12.03.15
Tunnelling machine Victoria breaks into Liverpool Street
Tunnel machine Victoria has successfully broken into the eastern end of Liverpool Street Crossrail station this week, joining her sister machine Elizabeth, which arrived in January.
The breakthrough, on Tuesday 10 March at about 1pm, is part of Crossrail’s longest tunnel drive – 8.3km from Limmo Peninsula, near Canning Town, to Farringdon.

Liverpool Street is one of 10 new Crossrail stations being built in central and south-east London.

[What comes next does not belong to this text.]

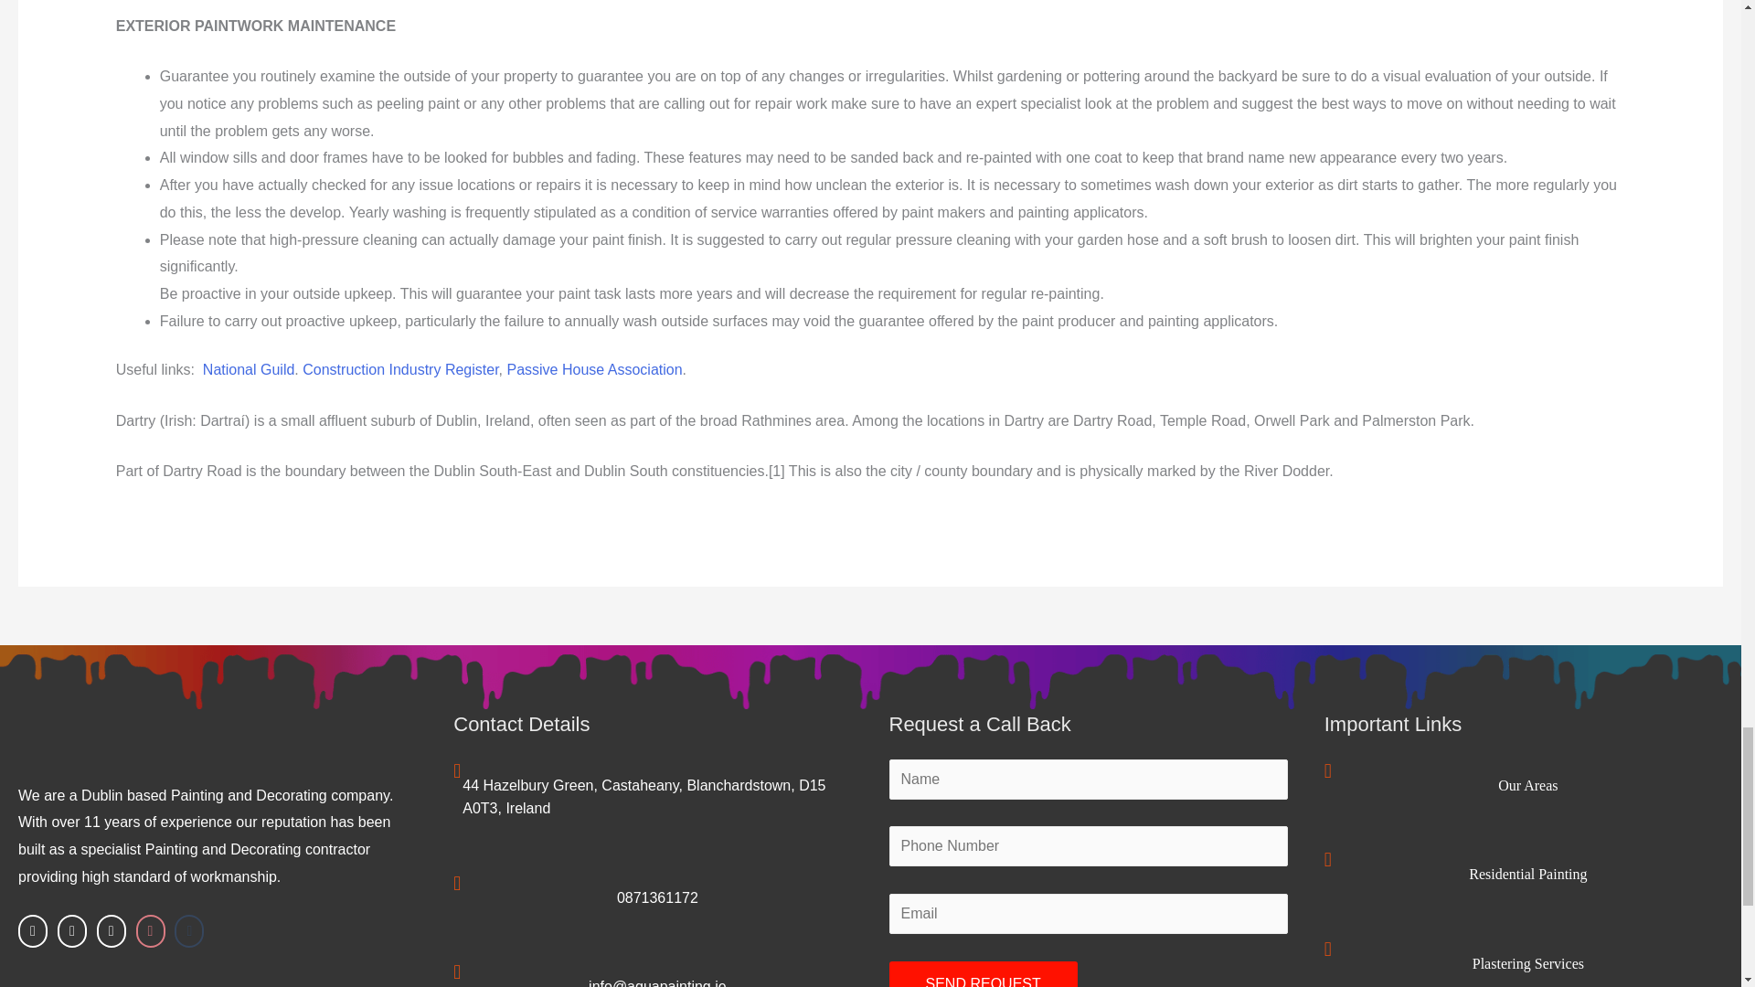 The image size is (1755, 987). What do you see at coordinates (982, 974) in the screenshot?
I see `SEND REQUEST` at bounding box center [982, 974].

The new station will be located between London Underground’s existing Liverpool Street and Moorgate stations, with connections to both.
Up to now, Victoria has bored 750m of tunnel before arriving at her final destination at Farringdon station this spring, when Crossrail tunnelling will finish.
Elizabeth and Victoria are the last of Crossrail’s eight tunnel machines that have carved a route out beneath the capital, and now more than 40km out of a total 42km of tunnel has now been constructed as part of Europe’s largest infrastructure project.
Joint Venture Dragados Sisk is constructing the eastern tunnels between Pudding Mill Lane and Stepney Green, Limmo Peninsula and Farringdon, and Victoria Dock Portal and Limmo.

The station tunnels at Liverpool Street have been built by a joint venture comprising Balfour Beatty, BeMo Tunnelling, Morgan Sindall and Vinci Construction.
When Elizabeth arrived at Liverpool Street in January, Crossrail CEO Andrew Wolstenholme called it a “phenomenal feat of civil engineering that London can be justifiably proud of”.
“The next challenge is to implement railway systems across the route, keeping the project on time and within budget,” he said.
Crossrail services through central London will commence in December 2018. When the TfL-run Crossrail service is fully open in 2019, it will give commuters easy access to destinations across London and the South East including Canary Wharf and Heathrow.